Plight of Plantation Workers

Arup Kumar Sen

The plight of workers is very much evident in the tea plantations of West Bengal and Assam, which are the major tea producing regions in India. West Bengal contributes about 25 percent of the total tea production in India. Darjeeling, Terai and Dooars are the major tea growing areas in the state. There are 309 tea estates in West Bengal in the organised sector, covering more than one lakh hectares under tea cultivation. Assam contributes more than 50 percent of India's tea production and covers more than half of the total area under tea cultivation in India. It was observed in 2014: "Tea garden workers, especially of West Bengal and Assam, are now experiencing widespread malnutrition, human trafficking and even death due to extreme working conditions and poor wages…a survey of closed tea gardens in Assam and West Bengal points to a hundred deaths since the beginning of 2014 due to acute malnutrition and starvation".

The findings of an unpublished report of exhaustive survey of 273 tea estates in West Bengal, done by the labour department of the Government of West Bengal (2012-13), were carried in Down to Earth. Before summarising the findings of the survey report, the Down to Earth reporter noted misery of tea garden workers in West Bengal. He found that more than 1.1 million people live in the tea estates of Darjeeling and Jalpaiguri districts in north Bengal, and more than 1,000 people had lost their lives in the closed gardens due to starvation since 2002. Poor housing and medical facilities, and instances of financial mismanagement in the tea gardens were documented in the labour department survey.

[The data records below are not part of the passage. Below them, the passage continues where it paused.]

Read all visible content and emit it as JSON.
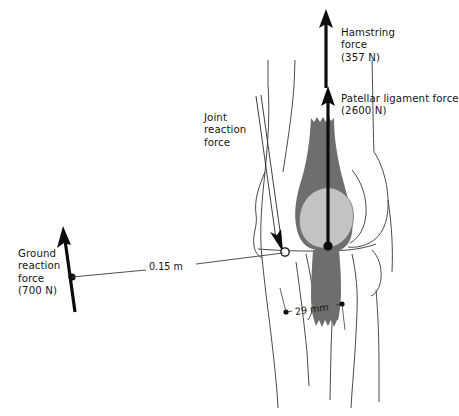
{
  "figure": {
    "background_color": "#ffffff",
    "width": 459,
    "height": 416
  },
  "colors": {
    "outline": "#4a4a4a",
    "arrow": "#0d0d0d",
    "tendon_fill": "#6e6e6e",
    "patella_fill": "#c3c3c3",
    "text": "#141414",
    "dimension_line": "#3c3c3c"
  },
  "labels": {
    "hamstring": "Hamstring\nforce\n(357 N)",
    "patellar": "Patellar ligament force\n(2600 N)",
    "joint": "Joint\nreaction\nforce",
    "ground": "Ground\nreaction\nforce\n(700 N)"
  },
  "dimensions": {
    "moment_arm_grf": "0.15 m",
    "moment_arm_patellar": "29 mm"
  },
  "forces": [
    {
      "name": "hamstring-force",
      "label": "Hamstring force",
      "magnitude": "357 N",
      "value": 357,
      "unit": "N",
      "direction": "up"
    },
    {
      "name": "patellar-ligament-force",
      "label": "Patellar ligament force",
      "magnitude": "2600 N",
      "value": 2600,
      "unit": "N",
      "direction": "up"
    },
    {
      "name": "joint-reaction-force",
      "label": "Joint reaction force",
      "magnitude": "",
      "value": null,
      "unit": "",
      "direction": "down-right"
    },
    {
      "name": "ground-reaction-force",
      "label": "Ground reaction force",
      "magnitude": "700 N",
      "value": 700,
      "unit": "N",
      "direction": "up"
    }
  ],
  "anatomy": [
    {
      "name": "femur",
      "label": "Femur"
    },
    {
      "name": "patella",
      "label": "Patella"
    },
    {
      "name": "quadriceps-tendon",
      "label": "Quadriceps tendon"
    },
    {
      "name": "patellar-ligament",
      "label": "Patellar ligament"
    },
    {
      "name": "tibia",
      "label": "Tibia"
    },
    {
      "name": "fibula",
      "label": "Fibula"
    }
  ]
}
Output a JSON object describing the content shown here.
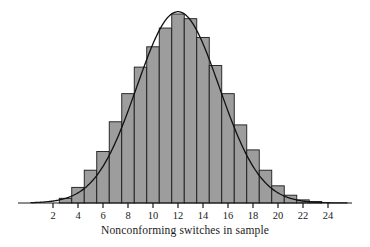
{
  "chart_data": {
    "type": "bar",
    "title": "",
    "subtitle": "",
    "xlabel": "Nonconforming switches in sample",
    "ylabel": "",
    "xlim": [
      0.5,
      25.5
    ],
    "ylim": [
      0,
      0.125
    ],
    "grid": false,
    "legend": null,
    "annotations": [],
    "bar_style": {
      "fill": "#9d9d9d",
      "stroke": "#1a1a1a",
      "stroke_width": 0.9,
      "bin_width": 1
    },
    "axis_style": {
      "axis_color": "#1a1a1a",
      "tick_color": "#1a1a1a",
      "tick_length": 5
    },
    "xticks": [
      2,
      4,
      6,
      8,
      10,
      12,
      14,
      16,
      18,
      20,
      22,
      24
    ],
    "xtick_labels": [
      "2",
      "4",
      "6",
      "8",
      "10",
      "12",
      "14",
      "16",
      "18",
      "20",
      "22",
      "24"
    ],
    "categories": [
      1,
      2,
      3,
      4,
      5,
      6,
      7,
      8,
      9,
      10,
      11,
      12,
      13,
      14,
      15,
      16,
      17,
      18,
      19,
      20,
      21,
      22,
      23,
      24
    ],
    "values": [
      0.0,
      0.0,
      0.003,
      0.01,
      0.021,
      0.033,
      0.052,
      0.07,
      0.087,
      0.1,
      0.112,
      0.121,
      0.118,
      0.106,
      0.088,
      0.07,
      0.05,
      0.034,
      0.021,
      0.011,
      0.005,
      0.002,
      0.001,
      0.0
    ],
    "series": [
      {
        "name": "Binomial histogram",
        "type": "bar",
        "values": [
          0.0,
          0.0,
          0.003,
          0.01,
          0.021,
          0.033,
          0.052,
          0.07,
          0.087,
          0.1,
          0.112,
          0.121,
          0.118,
          0.106,
          0.088,
          0.07,
          0.05,
          0.034,
          0.021,
          0.011,
          0.005,
          0.002,
          0.001,
          0.0
        ]
      },
      {
        "name": "Normal approximation curve",
        "type": "line",
        "color": "#111111",
        "line_width": 1.3,
        "mean": 12.0,
        "sd": 3.3,
        "peak_value": 0.1225
      }
    ]
  },
  "figure": {
    "x_axis_caption": "Nonconforming switches in sample"
  }
}
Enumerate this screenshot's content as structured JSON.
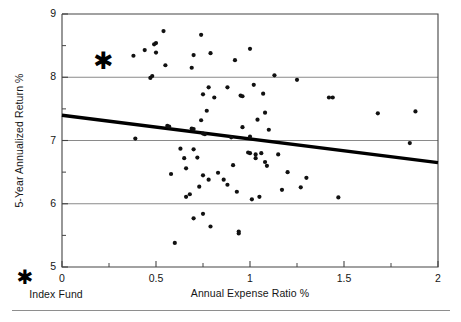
{
  "chart_data": {
    "type": "scatter",
    "title": "",
    "xlabel": "Annual Expense Ratio %",
    "ylabel": "5-Year Annualized Return %",
    "xlim": [
      0,
      2
    ],
    "ylim": [
      5,
      9
    ],
    "xticks": [
      "0",
      "0.5",
      "1",
      "1.5",
      "2"
    ],
    "xtick_values": [
      0,
      0.5,
      1,
      1.5,
      2
    ],
    "xminor_step": 0.25,
    "yticks": [
      "5",
      "6",
      "7",
      "8",
      "9"
    ],
    "ytick_values": [
      5,
      6,
      7,
      8,
      9
    ],
    "yminor_step": 0.5,
    "grid": "horizontal gridlines at y = 6, 7, 8",
    "gridlines_y": [
      6,
      7,
      8
    ],
    "legend_position": "below-left, outside axes",
    "series": [
      {
        "name": "Actively managed funds",
        "marker": "dot",
        "color": "#111111",
        "points": [
          [
            0.38,
            8.34
          ],
          [
            0.39,
            7.03
          ],
          [
            0.44,
            8.43
          ],
          [
            0.47,
            7.99
          ],
          [
            0.48,
            8.02
          ],
          [
            0.49,
            8.52
          ],
          [
            0.5,
            8.54
          ],
          [
            0.5,
            8.39
          ],
          [
            0.54,
            8.73
          ],
          [
            0.55,
            8.19
          ],
          [
            0.56,
            7.23
          ],
          [
            0.57,
            7.22
          ],
          [
            0.58,
            6.47
          ],
          [
            0.6,
            5.38
          ],
          [
            0.63,
            6.87
          ],
          [
            0.65,
            6.72
          ],
          [
            0.66,
            6.56
          ],
          [
            0.66,
            6.11
          ],
          [
            0.68,
            6.15
          ],
          [
            0.69,
            8.15
          ],
          [
            0.69,
            7.19
          ],
          [
            0.7,
            7.18
          ],
          [
            0.7,
            8.35
          ],
          [
            0.7,
            6.86
          ],
          [
            0.7,
            5.77
          ],
          [
            0.72,
            6.73
          ],
          [
            0.73,
            6.27
          ],
          [
            0.74,
            7.32
          ],
          [
            0.74,
            8.67
          ],
          [
            0.75,
            7.11
          ],
          [
            0.75,
            7.73
          ],
          [
            0.75,
            6.45
          ],
          [
            0.75,
            5.84
          ],
          [
            0.76,
            7.1
          ],
          [
            0.77,
            7.47
          ],
          [
            0.78,
            7.84
          ],
          [
            0.78,
            6.38
          ],
          [
            0.79,
            8.38
          ],
          [
            0.79,
            5.64
          ],
          [
            0.81,
            7.68
          ],
          [
            0.83,
            6.49
          ],
          [
            0.86,
            6.38
          ],
          [
            0.88,
            7.84
          ],
          [
            0.88,
            6.3
          ],
          [
            0.9,
            7.05
          ],
          [
            0.91,
            6.61
          ],
          [
            0.92,
            8.27
          ],
          [
            0.93,
            6.19
          ],
          [
            0.94,
            5.56
          ],
          [
            0.94,
            5.53
          ],
          [
            0.95,
            7.71
          ],
          [
            0.96,
            7.7
          ],
          [
            0.96,
            7.21
          ],
          [
            0.99,
            6.81
          ],
          [
            1.0,
            6.8
          ],
          [
            1.0,
            7.06
          ],
          [
            1.0,
            8.45
          ],
          [
            1.01,
            6.07
          ],
          [
            1.02,
            7.88
          ],
          [
            1.03,
            6.78
          ],
          [
            1.03,
            6.72
          ],
          [
            1.04,
            7.33
          ],
          [
            1.05,
            6.11
          ],
          [
            1.06,
            6.8
          ],
          [
            1.07,
            7.74
          ],
          [
            1.08,
            6.66
          ],
          [
            1.08,
            7.44
          ],
          [
            1.09,
            6.6
          ],
          [
            1.1,
            7.17
          ],
          [
            1.13,
            8.03
          ],
          [
            1.15,
            6.78
          ],
          [
            1.17,
            6.22
          ],
          [
            1.2,
            6.5
          ],
          [
            1.25,
            7.96
          ],
          [
            1.27,
            6.26
          ],
          [
            1.3,
            6.41
          ],
          [
            1.42,
            7.68
          ],
          [
            1.44,
            7.68
          ],
          [
            1.47,
            6.1
          ],
          [
            1.68,
            7.43
          ],
          [
            1.85,
            6.96
          ],
          [
            1.88,
            7.46
          ]
        ]
      },
      {
        "name": "Index Fund",
        "marker": "star",
        "color": "#000000",
        "points": [
          [
            0.22,
            8.25
          ]
        ]
      }
    ],
    "trendline": {
      "name": "Linear fit",
      "color": "#000000",
      "x": [
        0,
        2
      ],
      "y": [
        7.4,
        6.65
      ]
    },
    "annotations": []
  },
  "legend": {
    "index_fund_label": "Index Fund",
    "index_fund_marker": "star-icon"
  },
  "colors": {
    "axis": "#444444",
    "gridline": "#8a8a8a",
    "marker": "#111111",
    "trendline": "#000000",
    "rule": "#8e8e8e",
    "text": "#151515"
  }
}
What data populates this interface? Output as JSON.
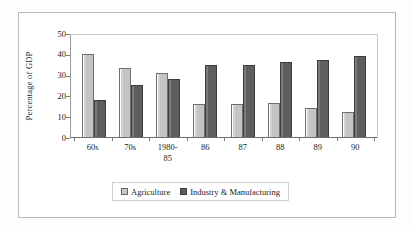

In fact, death of tea garden workers and their family members is a recurrent phenomenon. 'The Report on Hunger in Tea Plantations in North Bengal' (2004) listed 21 closed tea gardens in north Bengal. It documented deaths in four such gardens, located in the Jalpaiguri district—Mujnai, Raimatong, Dheklapara and Ramjhora—during the period 1998-2003, from plantation hospital records. More than 800 people died in the four gardens during the same period. The team also made door-to- door survey of 204 families in four labour lines of Dheklapara and Ramjhora tea gardens. Of the surveyed families, 90 families reported having deaths in the last five years.

The Report on Hunger cited newspaper reports (November-December, 2003) to highlight the response of the political leaders to the crisis of the tea plantation workers. The then Agricultural Minister, Kamal Guha, belonging to Forward Bloc, one of the partners of ruling Left Front (LF) government, stated: "320 workers have died of starvation in the last one year. Besides, 50000 workers of 14 tea plantations are passing their days in distress having been denied food, electricity, medicines and other amenities for months together". Khitish Goswami, the leader of the RSP, another constituent of the LF government, confessed that according to a survey done by their union, the number of deaths touched 450. However, the labour minister of the state government, who was a central committee member of the CPI (M), was reported to have denied in the State Assembly on December 6, 2003 that any of the deaths were due to starvation, as none of the medical reports mentioned the cause of death as starvation.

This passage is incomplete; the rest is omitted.